The first floor historically had two classrooms, one on each side of the hallway. Floors were wood, and walls and ceilings were plastered. Wood wainscoting, similar to that found in the first-floor hallway, originally covered the lower portion of the classroom walls. Simple wood surrounds with curved moldings were used for doors and windows. Most of the plaster walls and ceilings and wood window surrounds had been damaged by water infiltration, and much of the wood wainscoting had disappeared in previous unsympathetic renovations and repairs, by the time the current owner acquired the building in 1999.
The basement has a central hallway running through the center of the building. Exterior doorways, under the north and south entrances, provide direct access from the outside. Internal access to the basement is gained through wood staircases placed under the main staircases.
These stairs are also wainscoted and have visually prominent posts at an intermediate landing, made of wood, and at the bottom of the staircase. These newel posts, unlike those used for the main staircases, are square and carved with both vertical and horizontal incising. A large room, believed to have been a classroom or lunchroom and similar in size and configuration to those on the first floor, was to the east side of the hallway. To the west of the hallway, the basement once had a small caretaker's apartment. These rooms now are without plasterwork or wood detailing, with exposed brick walls, stone foundations and concrete floors.

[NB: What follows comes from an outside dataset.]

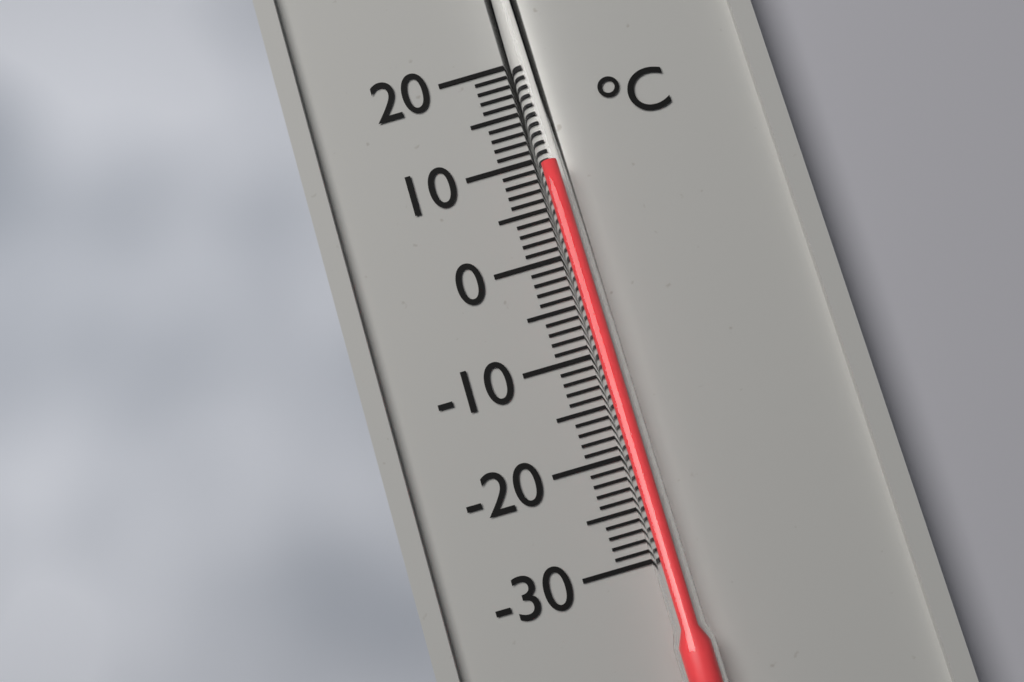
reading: 9 °C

The second floor originally had a large center hallway, similar in size and configuration to the first-floor hallway and providing access to two second-floor classrooms, similar in size and configuration to those on the first floor. These classrooms had similar finishes and detailing historically as those on the first floor, including wood floors, plaster walls with wood wainscoting, plaster ceilings, and wood window and door surrounds. Much of the floor's historic building fabric, including doors and moldings, had disappeared before the current owner had taken possession of the building. In addition, most finishes in the classrooms, including plaster, wainscoting, and window surrounds, had been badly damaged by water or had disappeared by that time.